Step 2: Capture All Documentation for the Environment
Again, it seems more than obvious to me that you’d want a full set of documentation for a given environment. But I’ve seen many teams attempt to analyze their benchmark results, only to discover that they have no idea what the Windows registry settings are for the server they were testing on. Did the server enable Lock Pages in Memory? Was the NIC set with Jumbo Frames?
In the same way, they may not be certain about how the SQL Server instance-wide configuration settings, tempdb configuration, user database settings, or the exact transactions running during the benchmark. Be sure to capture all of the following bits of information in a document:
- Windows configuration details, including the Windows Registry.
- Hardware configuration details, including memory, storage subsystem, CPU (including power settings and hyperthreading), NIC settings, and HBA settings.
- SQL Server configuration settings at the instance-level, database-level, and connection-level. Also be sure to catalog the sp_configure settings, as well as the sp_dboptions settings for the user database and system databases.
- The database schema, including index statistics and metadata.
- The SQL transactional workload, including an analysis to ensure that the SQL transactional workload properly stresses the right components of the system. This is an important part to validate ahead of time. I’ve encountered many teams who, upon analysis of their benchmarks, realized that they were running boatloads of SELECT statements for a benchmark of write speed. Doh!
- Full descriptions of all of the metrics and instrumentation used to monitor the benchmark.
One other element that is often overlooked in a benchmarking document is a clearly defined goal statement. The goal statement tells why the benchmark is needed and the hypothesis that it is designed to test. (Note that you should only be testing one hypothesis at a time!) The benchmark goal statement, like a corporate mission statement, helps the team focus priorities and punt on activities that are useful, but don’t help accomplish the goal.
Again, the documentation should be evaluated against the benchmark goal statement to be ensure that they all mesh properly. For example, your description of the metrics collected is worth double checking. If you’re performing a benchmark to ensure that 1,000 users can happily work simultaneously, you should collect not only performance metrics but also information about locking, blocking, and deadlocking.
Step 3: Create a Test Plan in Step-by-Step Detail
The test plan should essentially be a paper representation of everything that the physical test will encompass. It should walk through the test in step-by-step detail describing when and how:
- The work load is invoked and scaled.
- The performance metrics are collected and stored.
- How long the test should run and when the test is considered complete.
- How to respond to failures or new test runs.
- Who is the test lead and who makes the call to abort a long-running test.
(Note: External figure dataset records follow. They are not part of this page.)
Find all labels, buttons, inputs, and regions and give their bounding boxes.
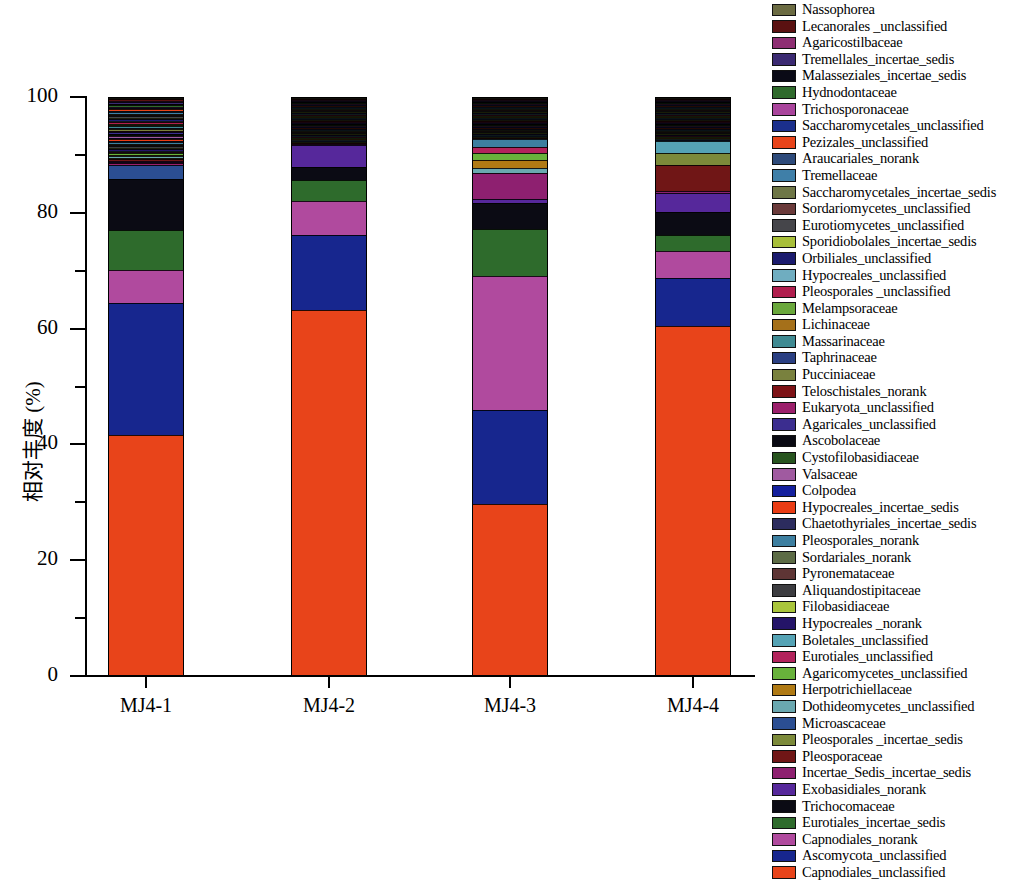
legend-item[interactable]: Agaricostilbaceae xyxy=(772,35,1036,52)
legend-item[interactable]: Melampsoraceae xyxy=(772,301,1036,318)
stacked-bar[interactable] xyxy=(291,97,367,676)
bar-segment[interactable] xyxy=(109,303,183,434)
legend-item[interactable]: Massarinaceae xyxy=(772,334,1036,351)
stacked-bar[interactable] xyxy=(108,97,184,676)
bar-segment[interactable] xyxy=(109,165,183,179)
legend-item[interactable]: Aliquandostipitaceae xyxy=(772,583,1036,600)
legend-label: Pezizales_unclassified xyxy=(802,135,928,150)
legend-item[interactable]: Sporidiobolales_incertae_sedis xyxy=(772,234,1036,251)
legend-item[interactable]: Exobasidiales_norank xyxy=(772,782,1036,799)
bar-segment[interactable] xyxy=(656,278,730,326)
bar-segment[interactable] xyxy=(109,179,183,230)
legend-item[interactable]: Teloschistales_norank xyxy=(772,384,1036,401)
legend-item[interactable]: Pyronemataceae xyxy=(772,566,1036,583)
bar-segment[interactable] xyxy=(109,270,183,303)
bar-segment[interactable] xyxy=(292,201,366,235)
bar-segment[interactable] xyxy=(656,235,730,251)
legend-item[interactable]: Hydnodontaceae xyxy=(772,85,1036,102)
legend-item[interactable]: Capnodiales_norank xyxy=(772,832,1036,849)
legend-item[interactable]: Boletales_unclassified xyxy=(772,633,1036,650)
legend-item[interactable]: Lichinaceae xyxy=(772,317,1036,334)
legend-item[interactable]: Eurotiales_unclassified xyxy=(772,649,1036,666)
bar-segment[interactable] xyxy=(473,153,547,160)
legend-label: Eukaryota_unclassified xyxy=(802,400,934,415)
legend-item[interactable]: Hypocreales_unclassified xyxy=(772,268,1036,285)
bar-segment[interactable] xyxy=(109,435,183,676)
legend-item[interactable]: Dothideomycetes_unclassified xyxy=(772,699,1036,716)
bar-segment[interactable] xyxy=(292,167,366,180)
bar-segment[interactable] xyxy=(656,165,730,191)
legend-item[interactable]: Nassophorea xyxy=(772,2,1036,19)
legend-item[interactable]: Saccharomycetales_incertae_sedis xyxy=(772,185,1036,202)
legend-item[interactable]: Saccharomycetales_unclassified xyxy=(772,118,1036,135)
legend-item[interactable]: Eukaryota_unclassified xyxy=(772,400,1036,417)
legend-item[interactable]: Hypocreales _norank xyxy=(772,616,1036,633)
bar-segment[interactable] xyxy=(656,141,730,153)
legend-label: Hydnodontaceae xyxy=(802,85,897,100)
legend-item[interactable]: Lecanorales _unclassified xyxy=(772,19,1036,36)
legend-item[interactable]: Araucariales_norank xyxy=(772,151,1036,168)
legend-swatch xyxy=(772,70,796,83)
legend-swatch xyxy=(772,800,796,813)
legend-item[interactable]: Trichocomaceae xyxy=(772,799,1036,816)
bar-segment[interactable] xyxy=(292,145,366,167)
bar-segment[interactable] xyxy=(292,180,366,201)
legend-item[interactable]: Eurotiomycetes_unclassified xyxy=(772,218,1036,235)
legend-item[interactable]: Pucciniaceae xyxy=(772,367,1036,384)
legend-item[interactable]: Pleosporales_norank xyxy=(772,533,1036,550)
legend-item[interactable]: Orbiliales_unclassified xyxy=(772,251,1036,268)
legend-item[interactable]: Tremellales_incertae_sedis xyxy=(772,52,1036,69)
legend-item[interactable]: Ascobolaceae xyxy=(772,433,1036,450)
legend-item[interactable]: Incertae_Sedis_incertae_sedis xyxy=(772,765,1036,782)
legend-item[interactable]: Agaricomycetes_unclassified xyxy=(772,666,1036,683)
bar-segment[interactable] xyxy=(292,310,366,676)
bar-segment[interactable] xyxy=(656,193,730,212)
bar-segment[interactable] xyxy=(656,326,730,676)
legend-item[interactable]: Sordariales_norank xyxy=(772,550,1036,567)
bar-segment[interactable] xyxy=(473,139,547,147)
bar-segment[interactable] xyxy=(109,230,183,271)
legend-item[interactable]: Herpotrichiellaceae xyxy=(772,682,1036,699)
x-tick xyxy=(145,677,147,688)
bar-segment[interactable] xyxy=(473,160,547,168)
legend-item[interactable]: Eurotiales_incertae_sedis xyxy=(772,815,1036,832)
legend-item[interactable]: Sordariomycetes_unclassified xyxy=(772,201,1036,218)
bar-segment[interactable] xyxy=(473,203,547,229)
bar-segment[interactable] xyxy=(473,410,547,504)
legend-item[interactable]: Cystofilobasidiaceae xyxy=(772,450,1036,467)
bar-segment[interactable] xyxy=(656,212,730,235)
legend-swatch xyxy=(772,302,796,315)
y-tick-label: 80 xyxy=(0,201,58,222)
legend-item[interactable]: Microascaceae xyxy=(772,716,1036,733)
bar-segment[interactable] xyxy=(473,504,547,676)
bar-segment[interactable] xyxy=(473,173,547,199)
bar-segment[interactable] xyxy=(473,229,547,275)
legend-item[interactable]: Hypocreales_incertae_sedis xyxy=(772,500,1036,517)
legend-item[interactable]: Tremellaceae xyxy=(772,168,1036,185)
legend-item[interactable]: Taphrinaceae xyxy=(772,350,1036,367)
legend-item[interactable]: Capnodiales_unclassified xyxy=(772,865,1036,881)
legend-swatch xyxy=(772,203,796,216)
legend-item[interactable]: Valsaceae xyxy=(772,467,1036,484)
legend-item[interactable]: Agaricales_unclassified xyxy=(772,417,1036,434)
bar-segment[interactable] xyxy=(656,153,730,166)
legend-item[interactable]: Pezizales_unclassified xyxy=(772,135,1036,152)
legend-item[interactable]: Pleosporales _incertae_sedis xyxy=(772,732,1036,749)
legend-item[interactable]: Malasseziales_incertae_sedis xyxy=(772,68,1036,85)
legend-item[interactable]: Ascomycota_unclassified xyxy=(772,848,1036,865)
stacked-bar[interactable] xyxy=(655,97,731,676)
legend-label: Hypocreales_unclassified xyxy=(802,268,946,283)
bar-segment[interactable] xyxy=(656,251,730,278)
legend-item[interactable]: Pleosporaceae xyxy=(772,749,1036,766)
bar-segment[interactable] xyxy=(292,235,366,310)
bar-segment[interactable] xyxy=(473,276,547,410)
legend-item[interactable]: Pleosporales _unclassified xyxy=(772,284,1036,301)
y-tick-label: 40 xyxy=(0,432,58,453)
legend-item[interactable]: Trichosporonaceae xyxy=(772,102,1036,119)
legend-item[interactable]: Chaetothyriales_incertae_sedis xyxy=(772,516,1036,533)
legend-item[interactable]: Filobasidiaceae xyxy=(772,599,1036,616)
stacked-bar[interactable] xyxy=(472,97,548,676)
y-tick-minor xyxy=(75,617,87,619)
legend-item[interactable]: Colpodea xyxy=(772,483,1036,500)
bar-segment[interactable] xyxy=(473,147,547,154)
The last step is especially important. For example, let’s say a specific benchmark has been running for two hours when it appears to be having some problems. Who’s going to give the order to stop the test, recalibrate, and then restart it? And once that order has been given, who will you go about recalibrating everything in the test to ensure a consistent result set? Will you restore a VM as a “blank slate” for the test server or perhaps just restore a specific database? Will you reboot all servers between tests, or cycle SQL Server, or perhaps just flush the caches and performance metrics counters and then restart the test?
In summary, you’re ready for a real benchmark after you’ve isolated your environment, documented the parameters of the benchmark, and written the test (and retest) plan. In the next couple of columns, I’ll tell you about free benchmarking tools that can help you generate a scalable workload on your database servers.